23 Mo. 588 | Mo. | 1856
delivered the opinion of the court.
We have come to the conclusion that the court erred in exluding the proof, offered through the witness Ladd, of Eddy’s control over and interference with Baldwin in reference to the cash account kept by the latter as the clerk of Beach & Eddy. The judgment against Baldwin, which was founded mainly on the items in this account, may conclude him as to the nature and dates of the several items of indebtedness on which the recovery was had ; but does it also conclude the other defendants here to the same extent, so as to preclude them from
Passing from this point to the substantial merits of the case, we remark, that this suit is not to subject the lot to the payment of a debt, but to try the alleged fraud in equity, in order, if it be found, that it may be so decreed, and the proper title passed to the purchaser, and the matter thereby concluded, once for all, instead of being left open for interminable litigation at law. And here the first question that meets us is, supposing the settlement to have been fraudulent in fact against the husband’s creditors, whether the lot was subject to an execution sale for the payment of his debts ? The objection is, that the lot never belonged to the husband, and that, of course, he never made any disposition of it to be adjudged fraudulent and void as against
The proceeds of the lottery ticket, and of the wife’s jewelry and industry, belonged to the husband; and, iE they were invested in the purchase of the lot, it must, as against the husband’s creditors, no matter how it might be as against himself and mere volunteers be considered as a voluntary post-nuptial settlement. According to the doctrine of some of the cases, (Reade v. Livingston, 3 Johns. Ch. R. 500,) if the party be at all indebted at the time, the transaction is void as to existing creditors as a sheer matter of law; while, according to others, (Sexton v. Wheaton, 8 Wheat. 229,) it can not be impeached upon that ground only; but the presumption of fraud arising from the fact of indebtedness may be repelled by contrary proof. The present case, however, was put to the jury on the ground that the purchase of the lot, in the name of the trustee, was intentionally contrived between the parties — husband and wife — to defraud creditors ; and it is upon this ground that we have considered the property as subject to an execution sale for the payment of the husband’s debts. The question has not. been raised here whether any indebtedness on the part of the husband will annul the settlement in favor of existing creditors, and we presume it will not be made in the future trial of the case ; and so we are not now called upon to express any opinion upon that point. The judgment is reversed, and the cause remanded.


**THE PROBLEM:**
Select the lines of the records containing the word "have" and list them.

─── WORKING DATA

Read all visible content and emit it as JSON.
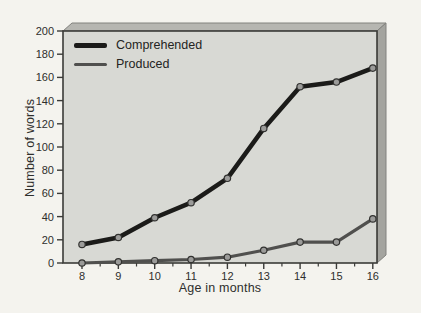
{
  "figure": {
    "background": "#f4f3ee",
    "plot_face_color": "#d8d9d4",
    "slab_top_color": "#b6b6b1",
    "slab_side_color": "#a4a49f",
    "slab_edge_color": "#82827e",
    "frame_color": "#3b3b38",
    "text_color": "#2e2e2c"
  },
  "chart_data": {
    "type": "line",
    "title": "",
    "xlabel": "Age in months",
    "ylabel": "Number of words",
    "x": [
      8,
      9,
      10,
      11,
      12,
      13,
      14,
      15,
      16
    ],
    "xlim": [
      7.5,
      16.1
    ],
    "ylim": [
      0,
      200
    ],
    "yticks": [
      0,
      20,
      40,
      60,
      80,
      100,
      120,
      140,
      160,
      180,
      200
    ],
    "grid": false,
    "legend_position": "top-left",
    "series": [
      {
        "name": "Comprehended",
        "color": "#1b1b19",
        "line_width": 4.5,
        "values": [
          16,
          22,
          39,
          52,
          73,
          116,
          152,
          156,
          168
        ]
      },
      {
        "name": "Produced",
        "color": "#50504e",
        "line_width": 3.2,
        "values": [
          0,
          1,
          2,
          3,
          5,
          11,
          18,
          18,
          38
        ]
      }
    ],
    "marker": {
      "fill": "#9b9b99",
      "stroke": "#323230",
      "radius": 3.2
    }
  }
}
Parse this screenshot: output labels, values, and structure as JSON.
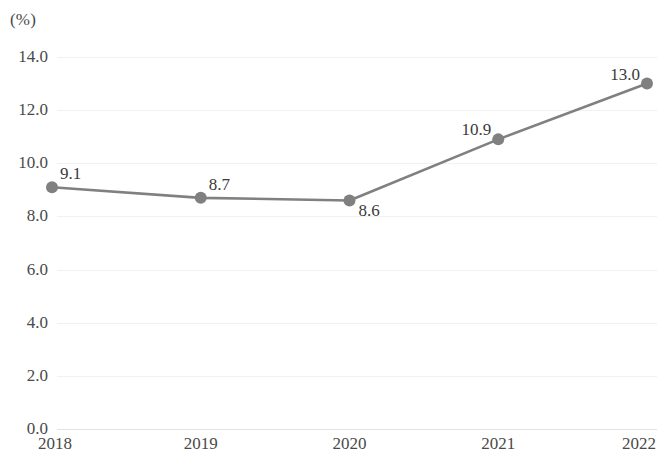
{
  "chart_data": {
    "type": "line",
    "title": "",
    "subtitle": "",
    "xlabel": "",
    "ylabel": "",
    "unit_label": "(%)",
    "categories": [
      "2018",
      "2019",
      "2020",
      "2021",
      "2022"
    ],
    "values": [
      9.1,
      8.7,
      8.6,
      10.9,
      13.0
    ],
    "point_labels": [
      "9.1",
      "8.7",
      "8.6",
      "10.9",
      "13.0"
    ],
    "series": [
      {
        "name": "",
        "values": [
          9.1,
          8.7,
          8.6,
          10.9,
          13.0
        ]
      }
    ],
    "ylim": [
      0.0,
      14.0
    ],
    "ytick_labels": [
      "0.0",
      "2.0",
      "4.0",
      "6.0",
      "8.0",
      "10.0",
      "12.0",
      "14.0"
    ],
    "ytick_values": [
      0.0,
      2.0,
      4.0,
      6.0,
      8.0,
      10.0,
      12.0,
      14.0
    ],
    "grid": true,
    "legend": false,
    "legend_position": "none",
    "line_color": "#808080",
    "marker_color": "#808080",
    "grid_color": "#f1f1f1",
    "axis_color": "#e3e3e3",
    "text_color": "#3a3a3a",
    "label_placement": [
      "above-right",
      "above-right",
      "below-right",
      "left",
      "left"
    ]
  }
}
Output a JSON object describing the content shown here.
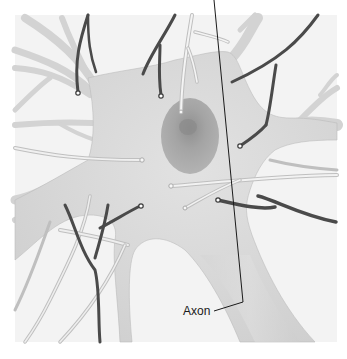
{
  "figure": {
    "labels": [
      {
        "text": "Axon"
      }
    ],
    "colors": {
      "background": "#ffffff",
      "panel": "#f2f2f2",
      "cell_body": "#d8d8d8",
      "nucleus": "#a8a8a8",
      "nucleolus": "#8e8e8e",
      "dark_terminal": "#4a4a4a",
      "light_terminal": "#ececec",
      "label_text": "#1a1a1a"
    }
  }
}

──────
─── WORKING DATA

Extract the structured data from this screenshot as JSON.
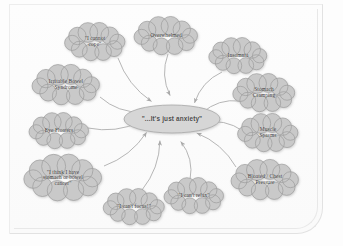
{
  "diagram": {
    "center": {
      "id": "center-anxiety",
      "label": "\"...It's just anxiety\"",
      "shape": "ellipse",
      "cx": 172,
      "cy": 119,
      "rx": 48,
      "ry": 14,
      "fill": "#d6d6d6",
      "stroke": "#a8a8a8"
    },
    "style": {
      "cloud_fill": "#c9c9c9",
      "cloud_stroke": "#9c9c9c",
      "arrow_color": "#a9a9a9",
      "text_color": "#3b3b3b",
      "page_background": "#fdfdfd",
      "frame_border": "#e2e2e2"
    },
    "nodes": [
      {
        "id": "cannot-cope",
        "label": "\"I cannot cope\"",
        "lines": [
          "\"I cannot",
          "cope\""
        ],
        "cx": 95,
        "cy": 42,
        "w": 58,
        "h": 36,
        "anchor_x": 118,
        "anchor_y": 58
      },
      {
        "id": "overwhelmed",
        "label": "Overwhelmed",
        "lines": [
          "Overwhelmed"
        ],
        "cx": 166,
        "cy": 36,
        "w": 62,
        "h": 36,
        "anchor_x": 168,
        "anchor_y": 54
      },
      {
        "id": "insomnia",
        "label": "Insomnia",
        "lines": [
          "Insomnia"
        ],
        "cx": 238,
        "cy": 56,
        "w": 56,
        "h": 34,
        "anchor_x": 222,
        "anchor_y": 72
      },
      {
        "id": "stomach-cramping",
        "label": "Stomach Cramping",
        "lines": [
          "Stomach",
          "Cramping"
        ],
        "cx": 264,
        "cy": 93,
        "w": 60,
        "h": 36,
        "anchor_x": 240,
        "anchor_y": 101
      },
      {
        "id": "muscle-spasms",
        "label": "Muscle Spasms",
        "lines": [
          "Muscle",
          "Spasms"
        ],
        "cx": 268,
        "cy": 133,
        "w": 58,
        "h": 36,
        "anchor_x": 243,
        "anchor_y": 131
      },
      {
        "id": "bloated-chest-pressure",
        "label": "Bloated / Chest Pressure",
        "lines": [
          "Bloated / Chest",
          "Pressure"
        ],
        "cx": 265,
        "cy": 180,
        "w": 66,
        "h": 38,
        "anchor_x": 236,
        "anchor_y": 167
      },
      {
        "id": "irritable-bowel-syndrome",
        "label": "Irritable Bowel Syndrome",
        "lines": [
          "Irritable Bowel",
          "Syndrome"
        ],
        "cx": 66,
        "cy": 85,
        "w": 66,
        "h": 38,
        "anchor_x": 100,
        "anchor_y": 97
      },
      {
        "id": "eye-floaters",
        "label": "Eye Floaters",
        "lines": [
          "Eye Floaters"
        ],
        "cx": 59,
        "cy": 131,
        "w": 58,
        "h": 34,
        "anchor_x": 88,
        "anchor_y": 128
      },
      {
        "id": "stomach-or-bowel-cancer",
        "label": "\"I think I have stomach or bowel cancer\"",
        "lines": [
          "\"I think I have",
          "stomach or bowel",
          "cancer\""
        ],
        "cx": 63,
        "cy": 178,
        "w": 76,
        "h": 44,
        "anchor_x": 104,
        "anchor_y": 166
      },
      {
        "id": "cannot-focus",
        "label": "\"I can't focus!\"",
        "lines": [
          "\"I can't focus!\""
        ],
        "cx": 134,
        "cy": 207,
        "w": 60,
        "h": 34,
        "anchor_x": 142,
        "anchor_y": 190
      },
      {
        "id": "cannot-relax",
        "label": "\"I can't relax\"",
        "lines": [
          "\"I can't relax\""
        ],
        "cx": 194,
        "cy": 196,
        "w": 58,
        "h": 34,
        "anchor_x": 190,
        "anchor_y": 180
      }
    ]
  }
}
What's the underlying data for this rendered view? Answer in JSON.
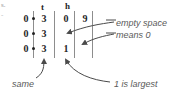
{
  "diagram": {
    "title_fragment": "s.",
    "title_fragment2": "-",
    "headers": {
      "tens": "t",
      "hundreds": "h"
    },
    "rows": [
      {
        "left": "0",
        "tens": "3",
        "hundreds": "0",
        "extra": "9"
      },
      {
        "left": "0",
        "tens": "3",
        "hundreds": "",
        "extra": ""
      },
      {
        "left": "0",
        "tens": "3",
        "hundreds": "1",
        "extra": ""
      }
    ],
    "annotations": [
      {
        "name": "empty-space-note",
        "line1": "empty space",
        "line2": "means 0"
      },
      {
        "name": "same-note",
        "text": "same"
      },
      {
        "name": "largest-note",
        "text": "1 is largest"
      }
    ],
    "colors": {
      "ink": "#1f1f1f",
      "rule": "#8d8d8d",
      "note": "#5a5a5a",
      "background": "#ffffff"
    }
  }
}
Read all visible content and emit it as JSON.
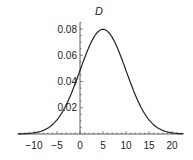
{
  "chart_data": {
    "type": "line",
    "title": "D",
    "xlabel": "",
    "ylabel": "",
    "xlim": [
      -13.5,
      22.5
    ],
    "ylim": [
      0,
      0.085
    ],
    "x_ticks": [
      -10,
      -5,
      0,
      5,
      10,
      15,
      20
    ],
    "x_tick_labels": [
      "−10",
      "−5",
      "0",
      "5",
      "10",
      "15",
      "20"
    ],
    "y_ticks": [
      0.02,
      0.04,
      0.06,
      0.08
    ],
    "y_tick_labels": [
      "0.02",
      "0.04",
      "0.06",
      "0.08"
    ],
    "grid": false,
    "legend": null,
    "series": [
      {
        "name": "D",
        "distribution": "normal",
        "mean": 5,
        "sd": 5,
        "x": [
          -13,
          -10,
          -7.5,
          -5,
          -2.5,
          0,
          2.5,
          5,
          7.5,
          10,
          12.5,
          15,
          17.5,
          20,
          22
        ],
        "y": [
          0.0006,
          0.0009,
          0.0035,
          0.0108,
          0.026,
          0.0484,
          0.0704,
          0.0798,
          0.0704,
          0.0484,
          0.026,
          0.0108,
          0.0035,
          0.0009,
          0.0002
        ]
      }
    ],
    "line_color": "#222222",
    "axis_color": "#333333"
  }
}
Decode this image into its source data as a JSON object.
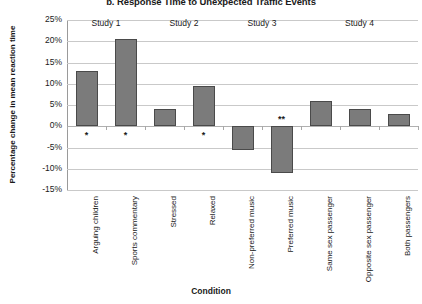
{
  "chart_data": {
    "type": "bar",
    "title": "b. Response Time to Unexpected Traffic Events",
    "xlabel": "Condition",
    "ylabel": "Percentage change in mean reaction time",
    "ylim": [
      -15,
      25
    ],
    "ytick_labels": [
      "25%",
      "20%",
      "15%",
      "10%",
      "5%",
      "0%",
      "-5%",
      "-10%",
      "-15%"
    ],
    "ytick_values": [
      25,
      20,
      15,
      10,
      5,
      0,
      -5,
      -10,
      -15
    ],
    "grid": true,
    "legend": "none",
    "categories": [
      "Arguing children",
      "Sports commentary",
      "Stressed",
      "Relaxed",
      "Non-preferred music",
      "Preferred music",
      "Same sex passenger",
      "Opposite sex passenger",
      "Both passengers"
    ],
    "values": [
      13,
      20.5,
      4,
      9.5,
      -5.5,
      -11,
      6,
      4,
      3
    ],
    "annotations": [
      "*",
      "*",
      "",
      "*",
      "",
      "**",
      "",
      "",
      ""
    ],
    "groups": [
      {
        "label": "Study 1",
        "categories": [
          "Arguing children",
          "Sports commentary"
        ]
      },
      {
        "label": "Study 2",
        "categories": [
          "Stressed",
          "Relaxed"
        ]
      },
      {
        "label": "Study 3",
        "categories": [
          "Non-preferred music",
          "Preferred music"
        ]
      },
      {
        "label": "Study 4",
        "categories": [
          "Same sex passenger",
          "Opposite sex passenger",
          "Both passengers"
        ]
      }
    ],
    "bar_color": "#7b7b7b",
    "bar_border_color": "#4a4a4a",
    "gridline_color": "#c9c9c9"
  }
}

──────
─── WORKING DATA

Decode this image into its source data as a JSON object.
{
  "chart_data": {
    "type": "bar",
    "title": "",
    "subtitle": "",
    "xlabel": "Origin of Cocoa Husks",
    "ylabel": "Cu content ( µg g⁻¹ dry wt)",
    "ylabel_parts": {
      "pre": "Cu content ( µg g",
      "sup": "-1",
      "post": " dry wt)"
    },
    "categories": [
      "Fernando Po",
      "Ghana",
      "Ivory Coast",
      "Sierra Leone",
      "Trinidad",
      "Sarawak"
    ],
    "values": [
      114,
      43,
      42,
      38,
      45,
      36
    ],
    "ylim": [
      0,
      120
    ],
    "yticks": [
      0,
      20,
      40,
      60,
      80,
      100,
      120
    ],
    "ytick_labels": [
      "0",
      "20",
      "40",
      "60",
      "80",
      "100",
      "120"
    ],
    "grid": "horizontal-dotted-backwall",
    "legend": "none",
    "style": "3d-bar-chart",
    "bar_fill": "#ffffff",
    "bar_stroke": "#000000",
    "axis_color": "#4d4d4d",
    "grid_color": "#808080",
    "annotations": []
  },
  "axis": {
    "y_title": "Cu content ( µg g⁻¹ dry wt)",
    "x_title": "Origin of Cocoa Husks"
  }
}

──────

**SOLUTION:**
        "label": "\"I think I have stomach or bowel cancer\"",
          "\"I think I have",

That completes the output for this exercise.